Collins, a man of contradiction and complexity
The Chief by Jimmy Murphy, a new play about Michael Collins, runs at the Town Hall Theatre Galway from Sept 8-17, 8pm, before transferring to Westport and Longford. It explores Collins’s dream for a United Ireland, his guilt about the civil war and his relationship with Kitty Kiernan. Murphy says his play looks at the contradictions and complexities in the man. ‘The closer you look [at] the things that were hiding in plain sight in the weeks leading up to his death, the more revealing they are as to what happened.’ The Decadent Production has Ryan Donaldson as Michael Collins, Maeve Fitzgerald as Kitty Kiernan, and Liam Heslin, Kyle Hixon, Shane O’Regan and Jarlath Tivnan.
■ Mespil in The Dark Live, which runs at The Samuel Beckett Theatre, Trinity College, from Sept 5–10, 7.30pm, is a dark comedy by Eugene O’Brien about the hell of making theatre. A Pan Pan production, it started life as a series of short films around the actor/writer residents of Mespil flats in Dublin. The audience will sit around the three sides of a bare stage in the Samuel Beckett Theatre. Central to it all is Bill O’Malley, who has brought three actors along to perform a play he has written. We are brought into the painful process of rehearsal and hear stories of life in the theatre. It’s described as a show for anyone who has ever loved or hated the theatre, the hell of rehearsals and of those who spend their lives as understudies, waiting hopefully in the wings, with all the rites, observances and peculiarities of the acting world. There are occasional surprises, including a pantomime horse. Centre stage in it all is the splendidly voiced Robert O’Mahoney, an actor with all the panache and presence of an oldtime actor-manager, along with Pan Pan regular Andrew Bennett, recently seen in the film An Cailín Ciúin, Pauline Hutton, and Ahmed Karim Tamu.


▶ _What this task involves_:
Repeat all the data word for word.
──────────────────────────────
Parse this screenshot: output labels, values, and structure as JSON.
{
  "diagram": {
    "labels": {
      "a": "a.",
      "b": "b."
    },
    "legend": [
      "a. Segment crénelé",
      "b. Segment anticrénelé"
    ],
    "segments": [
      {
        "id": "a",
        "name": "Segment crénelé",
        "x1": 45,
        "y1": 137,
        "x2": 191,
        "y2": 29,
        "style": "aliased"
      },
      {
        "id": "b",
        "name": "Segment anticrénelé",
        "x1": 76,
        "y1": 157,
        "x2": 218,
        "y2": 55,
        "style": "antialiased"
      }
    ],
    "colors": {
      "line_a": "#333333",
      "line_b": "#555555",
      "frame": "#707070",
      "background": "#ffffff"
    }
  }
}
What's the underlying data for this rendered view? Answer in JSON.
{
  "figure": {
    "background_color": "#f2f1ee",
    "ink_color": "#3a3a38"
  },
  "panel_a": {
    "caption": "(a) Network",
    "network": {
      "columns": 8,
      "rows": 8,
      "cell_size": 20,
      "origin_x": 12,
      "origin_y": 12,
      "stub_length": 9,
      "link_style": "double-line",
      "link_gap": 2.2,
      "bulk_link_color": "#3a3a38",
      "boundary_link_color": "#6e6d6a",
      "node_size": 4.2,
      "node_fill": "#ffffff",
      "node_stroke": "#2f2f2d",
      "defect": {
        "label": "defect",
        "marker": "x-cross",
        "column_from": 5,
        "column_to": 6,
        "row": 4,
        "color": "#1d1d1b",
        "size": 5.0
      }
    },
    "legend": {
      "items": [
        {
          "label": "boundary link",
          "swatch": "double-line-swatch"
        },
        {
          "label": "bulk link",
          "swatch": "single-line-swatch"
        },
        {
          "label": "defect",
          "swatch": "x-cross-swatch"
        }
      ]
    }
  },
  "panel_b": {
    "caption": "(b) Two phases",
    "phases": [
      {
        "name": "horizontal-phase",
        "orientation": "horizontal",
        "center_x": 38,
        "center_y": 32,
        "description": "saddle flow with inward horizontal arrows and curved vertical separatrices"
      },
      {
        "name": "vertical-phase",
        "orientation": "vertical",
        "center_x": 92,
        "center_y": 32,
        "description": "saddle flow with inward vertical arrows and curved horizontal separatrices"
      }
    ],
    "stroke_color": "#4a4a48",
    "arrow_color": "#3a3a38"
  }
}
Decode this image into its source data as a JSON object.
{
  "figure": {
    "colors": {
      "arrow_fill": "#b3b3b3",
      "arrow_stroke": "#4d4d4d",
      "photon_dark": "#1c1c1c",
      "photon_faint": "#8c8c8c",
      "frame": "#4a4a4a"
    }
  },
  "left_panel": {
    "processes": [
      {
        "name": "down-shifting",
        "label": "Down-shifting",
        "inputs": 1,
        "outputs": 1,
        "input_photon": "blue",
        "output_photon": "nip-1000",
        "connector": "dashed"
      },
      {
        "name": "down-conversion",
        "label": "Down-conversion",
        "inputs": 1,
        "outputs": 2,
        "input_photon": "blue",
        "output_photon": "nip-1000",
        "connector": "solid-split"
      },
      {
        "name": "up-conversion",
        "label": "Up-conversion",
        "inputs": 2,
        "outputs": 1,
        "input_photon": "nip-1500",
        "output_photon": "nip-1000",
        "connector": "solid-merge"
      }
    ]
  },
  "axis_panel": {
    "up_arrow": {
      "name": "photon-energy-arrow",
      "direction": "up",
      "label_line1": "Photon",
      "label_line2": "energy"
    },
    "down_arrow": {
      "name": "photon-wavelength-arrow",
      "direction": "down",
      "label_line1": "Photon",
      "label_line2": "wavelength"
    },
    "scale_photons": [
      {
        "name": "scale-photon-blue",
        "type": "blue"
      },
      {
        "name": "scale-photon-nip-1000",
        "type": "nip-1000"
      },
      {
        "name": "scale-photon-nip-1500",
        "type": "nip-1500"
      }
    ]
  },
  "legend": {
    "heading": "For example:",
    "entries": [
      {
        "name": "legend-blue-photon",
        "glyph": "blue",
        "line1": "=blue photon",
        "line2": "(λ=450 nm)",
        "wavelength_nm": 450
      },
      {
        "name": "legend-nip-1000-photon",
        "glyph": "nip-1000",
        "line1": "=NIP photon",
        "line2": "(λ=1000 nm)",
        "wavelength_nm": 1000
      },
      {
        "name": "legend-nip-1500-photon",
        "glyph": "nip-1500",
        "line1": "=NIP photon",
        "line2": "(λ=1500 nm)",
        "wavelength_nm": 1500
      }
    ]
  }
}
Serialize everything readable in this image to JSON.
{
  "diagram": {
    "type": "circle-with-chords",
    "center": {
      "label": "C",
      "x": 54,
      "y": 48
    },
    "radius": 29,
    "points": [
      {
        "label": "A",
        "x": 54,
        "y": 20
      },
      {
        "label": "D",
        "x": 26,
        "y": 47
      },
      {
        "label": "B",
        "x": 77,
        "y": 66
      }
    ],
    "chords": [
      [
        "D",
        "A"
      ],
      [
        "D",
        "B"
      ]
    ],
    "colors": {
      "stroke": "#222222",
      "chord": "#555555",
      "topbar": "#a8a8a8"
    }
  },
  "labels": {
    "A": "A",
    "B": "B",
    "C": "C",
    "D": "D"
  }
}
──────────────────────────────
▶ _Response area_:
Parse this screenshot: output labels, values, and structure as JSON.
{
  "diagram": {
    "labels": {
      "a": "a.",
      "b": "b."
    },
    "legend": [
      "a. Segment crénelé",
      "b. Segment anticrénelé"
    ],
    "segments": [
      {
        "id": "a",
        "name": "Segment crénelé",
        "x1": 45,
        "y1": 137,
        "x2": 191,
        "y2": 29,
        "style": "aliased"
      },
      {
        "id": "b",
        "name": "Segment anticrénelé",
        "x1": 76,
        "y1": 157,
        "x2": 218,
        "y2": 55,
        "style": "antialiased"
      }
    ],
    "colors": {
      "line_a": "#333333",
      "line_b": "#555555",
      "frame": "#707070",
      "background": "#ffffff"
    }
  }
}
What's the underlying data for this rendered view? Answer in JSON.
{
  "figure": {
    "background_color": "#f2f1ee",
    "ink_color": "#3a3a38"
  },
  "panel_a": {
    "caption": "(a) Network",
    "network": {
      "columns": 8,
      "rows": 8,
      "cell_size": 20,
      "origin_x": 12,
      "origin_y": 12,
      "stub_length": 9,
      "link_style": "double-line",
      "link_gap": 2.2,
      "bulk_link_color": "#3a3a38",
      "boundary_link_color": "#6e6d6a",
      "node_size": 4.2,
      "node_fill": "#ffffff",
      "node_stroke": "#2f2f2d",
      "defect": {
        "label": "defect",
        "marker": "x-cross",
        "column_from": 5,
        "column_to": 6,
        "row": 4,
        "color": "#1d1d1b",
        "size": 5.0
      }
    },
    "legend": {
      "items": [
        {
          "label": "boundary link",
          "swatch": "double-line-swatch"
        },
        {
          "label": "bulk link",
          "swatch": "single-line-swatch"
        },
        {
          "label": "defect",
          "swatch": "x-cross-swatch"
        }
      ]
    }
  },
  "panel_b": {
    "caption": "(b) Two phases",
    "phases": [
      {
        "name": "horizontal-phase",
        "orientation": "horizontal",
        "center_x": 38,
        "center_y": 32,
        "description": "saddle flow with inward horizontal arrows and curved vertical separatrices"
      },
      {
        "name": "vertical-phase",
        "orientation": "vertical",
        "center_x": 92,
        "center_y": 32,
        "description": "saddle flow with inward vertical arrows and curved horizontal separatrices"
      }
    ],
    "stroke_color": "#4a4a48",
    "arrow_color": "#3a3a38"
  }
}
Decode this image into its source data as a JSON object.
{
  "figure": {
    "colors": {
      "arrow_fill": "#b3b3b3",
      "arrow_stroke": "#4d4d4d",
      "photon_dark": "#1c1c1c",
      "photon_faint": "#8c8c8c",
      "frame": "#4a4a4a"
    }
  },
  "left_panel": {
    "processes": [
      {
        "name": "down-shifting",
        "label": "Down-shifting",
        "inputs": 1,
        "outputs": 1,
        "input_photon": "blue",
        "output_photon": "nip-1000",
        "connector": "dashed"
      },
      {
        "name": "down-conversion",
        "label": "Down-conversion",
        "inputs": 1,
        "outputs": 2,
        "input_photon": "blue",
        "output_photon": "nip-1000",
        "connector": "solid-split"
      },
      {
        "name": "up-conversion",
        "label": "Up-conversion",
        "inputs": 2,
        "outputs": 1,
        "input_photon": "nip-1500",
        "output_photon": "nip-1000",
        "connector": "solid-merge"
      }
    ]
  },
  "axis_panel": {
    "up_arrow": {
      "name": "photon-energy-arrow",
      "direction": "up",
      "label_line1": "Photon",
      "label_line2": "energy"
    },
    "down_arrow": {
      "name": "photon-wavelength-arrow",
      "direction": "down",
      "label_line1": "Photon",
      "label_line2": "wavelength"
    },
    "scale_photons": [
      {
        "name": "scale-photon-blue",
        "type": "blue"
      },
      {
        "name": "scale-photon-nip-1000",
        "type": "nip-1000"
      },
      {
        "name": "scale-photon-nip-1500",
        "type": "nip-1500"
      }
    ]
  },
  "legend": {
    "heading": "For example:",
    "entries": [
      {
        "name": "legend-blue-photon",
        "glyph": "blue",
        "line1": "=blue photon",
        "line2": "(λ=450 nm)",
        "wavelength_nm": 450
      },
      {
        "name": "legend-nip-1000-photon",
        "glyph": "nip-1000",
        "line1": "=NIP photon",
        "line2": "(λ=1000 nm)",
        "wavelength_nm": 1000
      },
      {
        "name": "legend-nip-1500-photon",
        "glyph": "nip-1500",
        "line1": "=NIP photon",
        "line2": "(λ=1500 nm)",
        "wavelength_nm": 1500
      }
    ]
  }
}
Serialize everything readable in this image to JSON.
{
  "diagram": {
    "type": "circle-with-chords",
    "center": {
      "label": "C",
      "x": 54,
      "y": 48
    },
    "radius": 29,
    "points": [
      {
        "label": "A",
        "x": 54,
        "y": 20
      },
      {
        "label": "D",
        "x": 26,
        "y": 47
      },
      {
        "label": "B",
        "x": 77,
        "y": 66
      }
    ],
    "chords": [
      [
        "D",
        "A"
      ],
      [
        "D",
        "B"
      ]
    ],
    "colors": {
      "stroke": "#222222",
      "chord": "#555555",
      "topbar": "#a8a8a8"
    }
  },
  "labels": {
    "A": "A",
    "B": "B",
    "C": "C",
    "D": "D"
  }
}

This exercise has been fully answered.